We want those governing sport to know best but not to assume, in that very unattractive way of Coe’s, that all who question them are idiots – creating the “noise” which has forced him to abandon his perfectly reasonable £100,000-a-year Nike deal as he put it, with breathtaking arrogance. Coe, like many people, likes making money very much indeed and, when you dig around in the details of how he has done so, you find that the ego is never far away.
It was he who became one of the first athletes to employ agents – International Management Group (IMG) – in 1979, having set three world records, and who subsequently had race organisers in Oslo astonished to hear his demands for $17,500 (£11,600). It was he who left the same agency in 1986 because he thought he could handle his affairs better than IMG. He handled the £100,000 offer from Brut in 1981 himself and turned it down flat. “Wrong image.” Eat your heart out, Kevin Keegan. It was Nike, Horlicks, ICI and C&A for Coe.
He has always had a keen sense of other athletes’ commercial value, too. The £90,000 Mary Decker and Zola Budd, contestants in that famous 1984 Olympic final were paid by ITV for a rematch was “disgusting”, he let it be known at the time. So was the notion of tennis player Annabel Croft being paid a six-figure sum, he once said. “The fitness in tennis is laughable.”
But though he has always felt that he, with an economics degree, could “go and get a job whenever it is necessary” as he tells the writer David Miller in the book Born to Run, it is the intelligence and self-awareness to see how the world views his sport which Coe is being asked to display now.

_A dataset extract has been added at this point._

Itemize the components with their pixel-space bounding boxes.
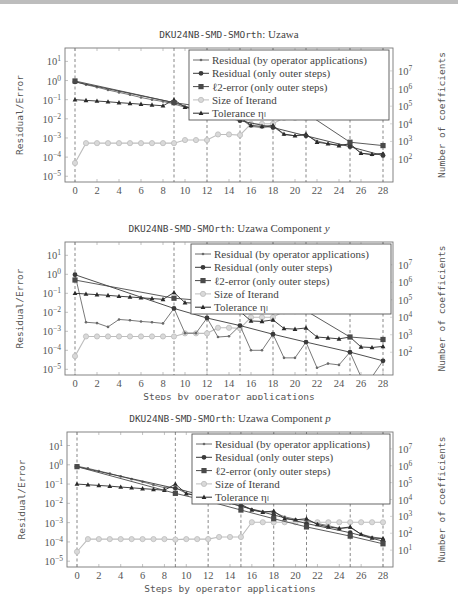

He does not seem to have grasped that its credibility is shot to the core.
His peremptory rejection of a Nike conflict of interest was especially dismal, considering we will need an International Association of Athletics Federation (IAAF) president who will ensure that company is scrutinised in the months ahead. Nike are sponsors of the athletics teams of Russia and Kenya, which are both under suspicion of institutionalised doping. The Nike Oregon Project remains at the centre of a United States Anti-Doping Agency investigation following Panorama and ProPublica’s allegations that Salazar cheated.
Coe’s assumption seems to be that three words in his own House of Lords’ register of interests entry – “Special Adviser – Nike” – tell us all we need to know. But the story of his relationship with Nike is more complex than that – the irony being that the way the company treated him once gives him every reason to know about its undesirable hold over athletes and athletics.
The Nike sales rep whom Coe approached to inquire about kit, when the opportunity presented itself in a hotel lobby in Oslo in 1979, wasn’t interested in the young Englishman wearing his university sweat shirt. It was a different story five hours later, after Coe had run 800m in a world record 1:42. The same rep was then only bothered about “how I could be persuaded to make a trip to their headquarters in Eugene,” he reflected later.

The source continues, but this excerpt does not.